E
Edgar
Guest
“forty days and forty nights” is interesting, but I can’t see why it couldn’t be literal. And the Flood occured when Noah was “six hundred” years old. Again, this could be literal.Well, many of the numbers I described do, in fact, show up in the narrative you’re describing
And you haven’t explained how other details in the Flood account are “symbolic” - eg, the use of “pitch” inside and outside of the ark; the ark being made of “gopher wood”, the ark’s roof, the dimensions of the ark.
I don’ believe the Flood was global, but regional - but not because I consider the Flood narrative to be “symbolic”.On top of the logistical nightmare that that would be in today’s day and age (not even taking into account the infeasibility of the time), there isn’t enough water on the world to flood over every bit of land so suddenly and retreat so suddenly. Perhaps this would be possible with a great regional flood, as I would suggest is the case
But this is not symbolism; it is simply the occasional use of hyperbolic figures-of-speech. Here are a few similar examples of the same literary tool:But not a global one, as the text would literally suggest.
Genesis 41:57 – “And all the countries came to Egypt to buy grain from Joseph, because the famine was severe in all the world.”
1 Kings 10:24 – “The whole world sought audience with Solomon to hear the wisdom God had put in his heart.”
Luke 2:1 – “In those days Caesar Augustus issued a decree that a census should be taken of the entire world.”
If seven pairs went into the ark, “two” (one pair) certainly went into the ark - because one is less than seven. Obviously, seven pairs of clean and one pair of unclean went into the ark.Again, consider – there are two accounts of the narrative, which actually happened? One pair of ever animal, or 7 pairs, clean and unclean? The two accounts appear to contradict each other, and if they are read literally, which one is to be taken as truth?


### TASK TO CARRY OUT
The records below are to be transcribed exactly from their first line to the line that has "pyautogui.click(x=<x>, y=<y>)", inclusive, with every picture omitted.

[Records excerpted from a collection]

**********

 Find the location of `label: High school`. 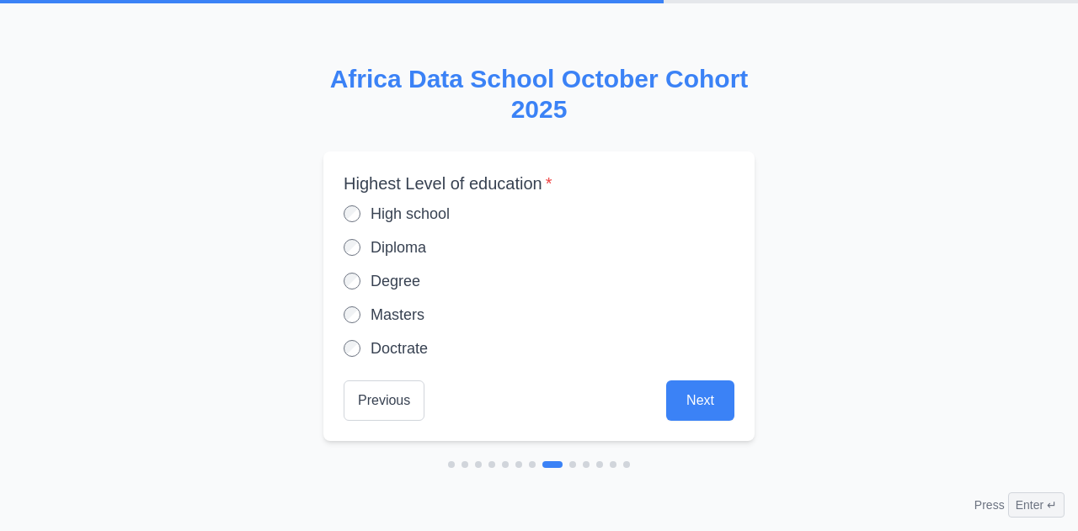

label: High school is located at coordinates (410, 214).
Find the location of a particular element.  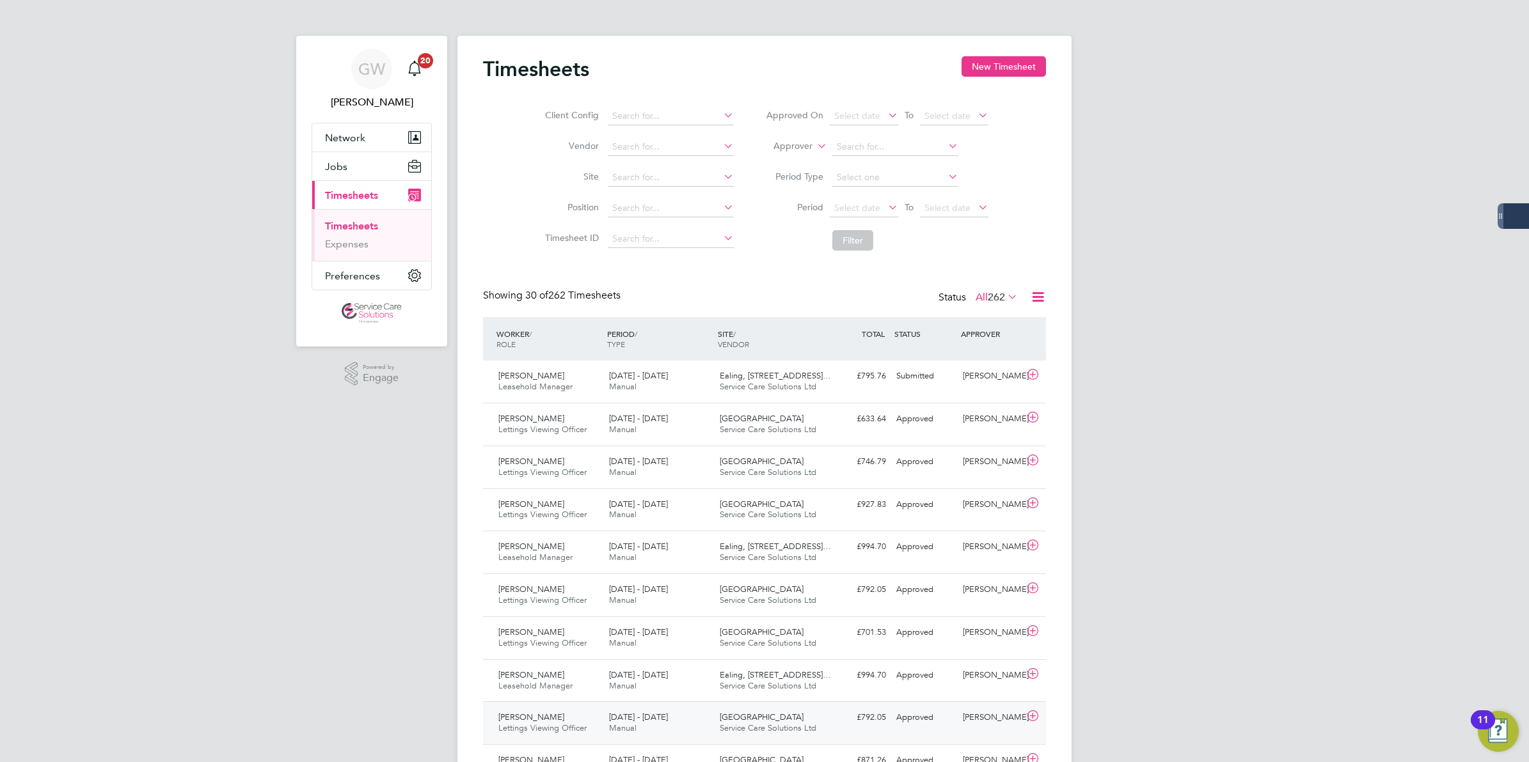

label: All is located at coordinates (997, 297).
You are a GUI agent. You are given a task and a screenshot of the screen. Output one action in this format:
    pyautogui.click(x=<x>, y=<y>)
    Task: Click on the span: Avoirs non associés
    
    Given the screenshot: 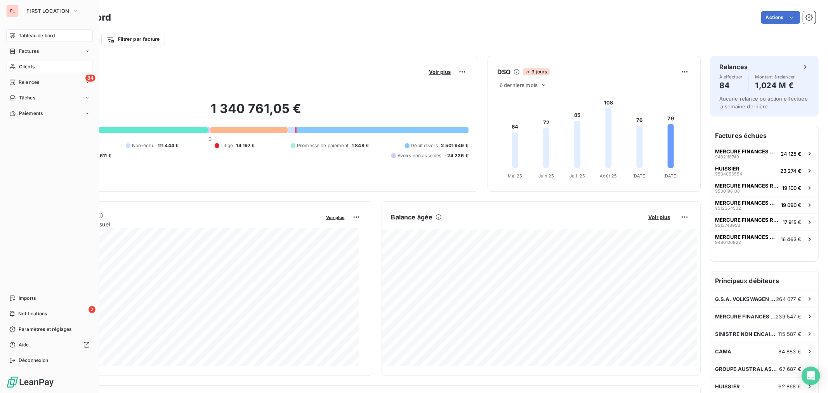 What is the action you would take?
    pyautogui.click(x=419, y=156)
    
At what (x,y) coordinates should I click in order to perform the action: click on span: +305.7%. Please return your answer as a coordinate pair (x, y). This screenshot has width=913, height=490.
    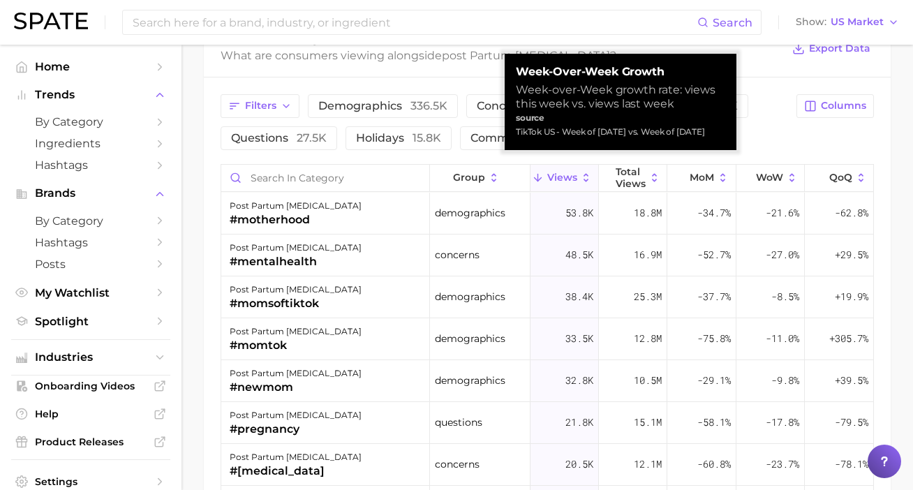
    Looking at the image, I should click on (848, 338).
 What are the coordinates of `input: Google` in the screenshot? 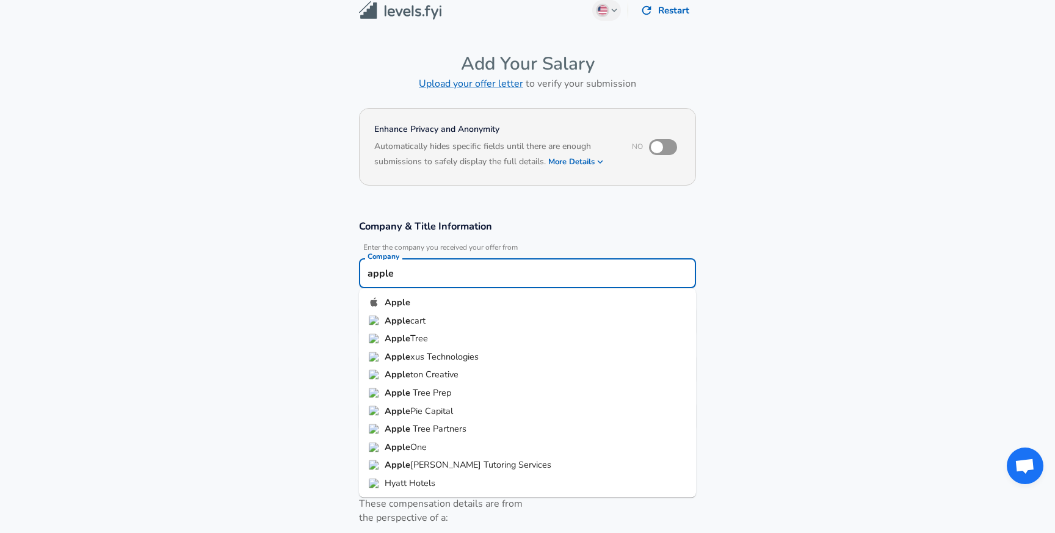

**********

### RESPONSE TO THE TASK
 Find the location of `label: High school`. 

label: High school is located at coordinates (410, 214).
Find the location of a particular element.  

label: All is located at coordinates (997, 297).
You are a GUI agent. You are given a task and a screenshot of the screen. Output one action in this format:
    pyautogui.click(x=<x>, y=<y>)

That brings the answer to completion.